Palermo Cruise
Traditions, culture and cuisine in Trinacria
A vacation to Italy with MSC Cruises is the perfect chance to visit the regional capital of Sicily.
A lively, bustling, noisy port, Palermo yet holds an unrivalled display of Norman art and architecture and Baroque churches, combined with a warren of medieval streets and markets.
With Sicily’s greatest concentration of sights, and the biggest historic centre in Italy bar Rome, Palermo is a complex, multilayered port that can easily feel overwhelming if you try to do or see too much in one Mediterranean cruise visit.
The best thing to do here is just to wander as the fancy takes you, sifting through Palermo’s jumbled layers of crumbling architecture, along deserted back alleys, then suddenly emerging in the midst of an ebullient street market.
Select an area (La Kalsa, or the sprawling markets of Ballarò), and enjoy your cruise excursion.
Across Via Maqueda is Piazza Pretoria, floodlit at night to highlight the nude figures of its great central fountain, with its racy sixteenth-century Florentine design. The piazza also holds the restored town hall, while towering above both square and fountain is the massive flank of Santa Caterina, Sicilian Baroque at its most exuberant, every inch of the enormous interior covered in a wildly decorative relief-work.
On the south of the island, a couple of kilometres below modern Agrigento, a series of Doric temples – the most captivating of Sicilian Greek remains and a grouping unique outside Greece – are strung out along a ridge facing the sea. Greek colonists surrounded it with a mighty wall, formed in part by a higher ridge on which stood the acropolis. The southern limit of the ancient city was a second, lower ridge and in the fifth century BC it was here, in the “Valle dei Templi”, that the city architects erected their sacred buildings.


■ ACTIVITY: Find all the lines in the entries below that hold the word "chart" and copy them.

····················

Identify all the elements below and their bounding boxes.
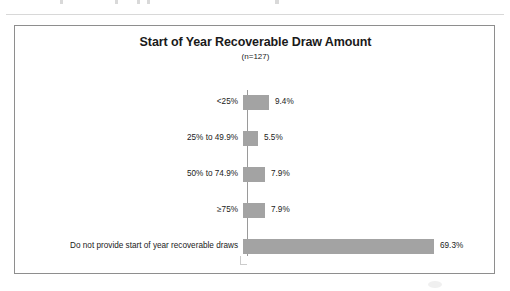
scan-artifact-text-line xyxy=(0,0,510,10)
chart-title: Start of Year Recoverable Draw Amount xyxy=(15,35,496,49)
bar-segment xyxy=(243,167,265,182)
bar-category-label: <25% xyxy=(15,97,243,107)
chart-subtitle-sample-size: (n=127) xyxy=(15,52,496,61)
bar-row: 50% to 74.9% 7.9% xyxy=(15,156,496,192)
bar-row: Do not provide start of year recoverable… xyxy=(15,228,496,264)
chart-frame: Start of Year Recoverable Draw Amount (n… xyxy=(14,25,495,274)
bar-value-label: 5.5% xyxy=(258,133,283,143)
scan-artifact-smudge xyxy=(428,281,442,288)
bar-track: 9.4% xyxy=(243,84,496,120)
bar-value-label: 69.3% xyxy=(434,241,463,251)
bar-track: 5.5% xyxy=(243,120,496,156)
scan-artifact-rule xyxy=(6,14,504,15)
bar-segment xyxy=(243,203,265,218)
bar-track: 7.9% xyxy=(243,156,496,192)
bar-track: 7.9% xyxy=(243,192,496,228)
scan-artifact-mark xyxy=(240,264,247,265)
bar-category-label: 50% to 74.9% xyxy=(15,169,243,179)
bar-row: 25% to 49.9% 5.5% xyxy=(15,120,496,156)
bar-segment xyxy=(243,239,434,254)
bar-category-label: Do not provide start of year recoverable… xyxy=(15,241,243,251)
bar-value-label: 9.4% xyxy=(269,97,294,107)
chart-plot-area: <25% 9.4% 25% to 49.9% 5.5% 50% to 74.9%… xyxy=(15,84,496,264)
bar-category-label: 25% to 49.9% xyxy=(15,133,243,143)
bar-row: ≥75% 7.9% xyxy=(15,192,496,228)
bar-category-label: ≥75% xyxy=(15,205,243,215)
bar-segment xyxy=(243,131,258,146)
bar-row: <25% 9.4% xyxy=(15,84,496,120)
bar-value-label: 7.9% xyxy=(265,205,290,215)
bar-segment xyxy=(243,95,269,110)
bar-track: 69.3% xyxy=(243,228,496,264)
bar-value-label: 7.9% xyxy=(265,169,290,179)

····················

■ PROBLEM SOLUTION:
chart-title: Start of Year Recoverable Draw Amount xyxy=(15,35,496,49)
chart-subtitle-sample-size: (n=127) xyxy=(15,52,496,61)
chart-frame: Start of Year Recoverable Draw Amount (n… xyxy=(14,25,495,274)
chart-plot-area: <25% 9.4% 25% to 49.9% 5.5% 50% to 74.9%… xyxy=(15,84,496,264)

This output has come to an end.